At the University of Chicago, Schwab graduated with an English major, and went on to a PhD in Zoology (genetics). As chairperson of Chicago's Natural science sequence, he developed discussion methods in place of lectures, introduced primary sources in place of textbook accounts of scientific discoveries, and worked to integrate the sciences with the humanities. In the Examiner's Office under Ralph Tyler, he worked to separate testing from teaching so that the learning bond with the teacher would not be compromised by competition for grades.

As a faculty colleague, dissertation advisor, and classroom teacher, he challenged interlocutors to think through real problems on the spot, without slipping into sloppy anecdotes or vague generalities. He taught nearly every course in the special undergraduate program designed by Robert Hutchins at the University of Chicago and was twice winner of the outstanding teacher award. Exploiting the freedom to explore a variety of subjects and their connections, he developed an impressive scholarship to support his teaching. He represented this in extended essays, such as “What Do Scientists Do,” for which he read more than 4,000 books and articles. In both activities, Schwab insisted on dynamic incarnations of ideas because any plausible solution must show the need to know more and know it from more than one perspective.
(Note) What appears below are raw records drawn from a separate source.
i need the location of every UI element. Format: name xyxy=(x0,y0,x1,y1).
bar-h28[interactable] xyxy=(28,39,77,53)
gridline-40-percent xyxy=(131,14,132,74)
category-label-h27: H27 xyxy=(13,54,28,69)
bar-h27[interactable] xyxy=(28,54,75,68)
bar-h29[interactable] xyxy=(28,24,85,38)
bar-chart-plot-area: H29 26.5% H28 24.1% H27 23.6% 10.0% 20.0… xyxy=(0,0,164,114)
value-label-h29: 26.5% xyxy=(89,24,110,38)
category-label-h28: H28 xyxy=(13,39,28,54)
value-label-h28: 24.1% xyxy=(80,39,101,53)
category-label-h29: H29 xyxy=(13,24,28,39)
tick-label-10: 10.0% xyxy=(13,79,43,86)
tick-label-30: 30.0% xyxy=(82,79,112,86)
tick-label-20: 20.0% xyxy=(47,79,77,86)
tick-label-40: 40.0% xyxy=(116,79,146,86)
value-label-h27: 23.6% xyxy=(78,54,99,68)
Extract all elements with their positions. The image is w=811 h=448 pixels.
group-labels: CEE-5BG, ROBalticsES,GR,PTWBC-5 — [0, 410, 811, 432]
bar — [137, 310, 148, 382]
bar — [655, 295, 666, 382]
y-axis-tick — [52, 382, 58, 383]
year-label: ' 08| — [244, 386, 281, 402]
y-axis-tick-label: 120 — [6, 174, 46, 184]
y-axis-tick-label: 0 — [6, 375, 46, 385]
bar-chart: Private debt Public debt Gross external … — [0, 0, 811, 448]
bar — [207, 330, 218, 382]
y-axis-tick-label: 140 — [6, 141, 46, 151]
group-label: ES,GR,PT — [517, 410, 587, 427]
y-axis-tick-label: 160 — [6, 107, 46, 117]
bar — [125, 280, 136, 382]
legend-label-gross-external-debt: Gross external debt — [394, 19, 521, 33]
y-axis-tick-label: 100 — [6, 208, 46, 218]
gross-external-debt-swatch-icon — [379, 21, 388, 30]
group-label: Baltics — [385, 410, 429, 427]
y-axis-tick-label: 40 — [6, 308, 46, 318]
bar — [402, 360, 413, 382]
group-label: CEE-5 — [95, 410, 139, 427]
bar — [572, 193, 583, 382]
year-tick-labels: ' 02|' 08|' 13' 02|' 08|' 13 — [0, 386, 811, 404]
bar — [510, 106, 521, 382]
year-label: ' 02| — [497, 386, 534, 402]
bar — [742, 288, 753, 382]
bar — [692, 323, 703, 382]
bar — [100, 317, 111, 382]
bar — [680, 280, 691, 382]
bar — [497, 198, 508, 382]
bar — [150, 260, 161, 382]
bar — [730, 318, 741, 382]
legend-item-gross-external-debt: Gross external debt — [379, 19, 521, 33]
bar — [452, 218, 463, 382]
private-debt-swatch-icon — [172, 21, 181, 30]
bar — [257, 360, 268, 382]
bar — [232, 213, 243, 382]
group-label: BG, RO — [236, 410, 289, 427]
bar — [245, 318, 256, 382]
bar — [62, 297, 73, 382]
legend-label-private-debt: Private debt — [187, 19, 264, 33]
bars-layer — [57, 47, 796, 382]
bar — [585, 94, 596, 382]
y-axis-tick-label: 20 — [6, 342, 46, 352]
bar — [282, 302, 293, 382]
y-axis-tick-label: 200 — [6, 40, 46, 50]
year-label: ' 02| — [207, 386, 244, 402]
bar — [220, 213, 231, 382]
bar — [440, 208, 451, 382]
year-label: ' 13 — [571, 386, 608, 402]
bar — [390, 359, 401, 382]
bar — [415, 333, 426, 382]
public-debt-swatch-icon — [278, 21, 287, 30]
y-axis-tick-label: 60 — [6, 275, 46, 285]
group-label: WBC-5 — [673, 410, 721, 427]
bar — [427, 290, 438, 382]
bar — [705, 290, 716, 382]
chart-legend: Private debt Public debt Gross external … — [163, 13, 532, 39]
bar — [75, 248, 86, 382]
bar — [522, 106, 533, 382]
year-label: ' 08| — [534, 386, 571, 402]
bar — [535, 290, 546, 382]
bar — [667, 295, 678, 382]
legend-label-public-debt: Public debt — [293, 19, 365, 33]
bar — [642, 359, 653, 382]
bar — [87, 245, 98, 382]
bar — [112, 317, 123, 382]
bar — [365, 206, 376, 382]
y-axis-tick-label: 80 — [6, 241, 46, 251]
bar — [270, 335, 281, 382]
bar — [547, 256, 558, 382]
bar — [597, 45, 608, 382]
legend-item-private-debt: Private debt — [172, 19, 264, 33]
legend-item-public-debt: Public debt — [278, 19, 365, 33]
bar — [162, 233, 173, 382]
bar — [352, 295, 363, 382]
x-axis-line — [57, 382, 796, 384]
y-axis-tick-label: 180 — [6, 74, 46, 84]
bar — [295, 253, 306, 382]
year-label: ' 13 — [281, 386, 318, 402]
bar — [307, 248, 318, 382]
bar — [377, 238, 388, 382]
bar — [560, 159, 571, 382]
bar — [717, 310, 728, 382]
In 1952 when the University of Chicago program conceived by Hutchins was beginning to alter its curriculum and organizational structure, Schwab shifted his pluralistic view of subject matters to the structures of scientific disciplines. These he examined as modes of inquiry rather than rhetorics of conclusions because most scientific conclusions and methods were obsolete within a few decades. He focused this attention in a series of articles and, as chairperson of the BSCS Committee on Teacher Preparation, edited three widely used versions of its teachers' handbooks.

The Practical

At the same time as he began work on The Practical, Schwab produced a quasi-practical version of it in College Curriculum and Student Protest. This focused his intellectual and character-building orientations on the problems of campus unrest. Using a medical model, he diagnosed the students' turmoil as symptomatic of failings in their schooling, and his prescriptions were curricular changes and innovative teaching methods. The proposals involved eclectic modifications of academic structures and nontraditional uses of traditional liberal arts that would enable students cogently to explore their concernsa curriculum to improve student protest. He later elaborated the philosophical foundations for these recommendations in extended essays on polity such as “Freedom and Liberal Education.”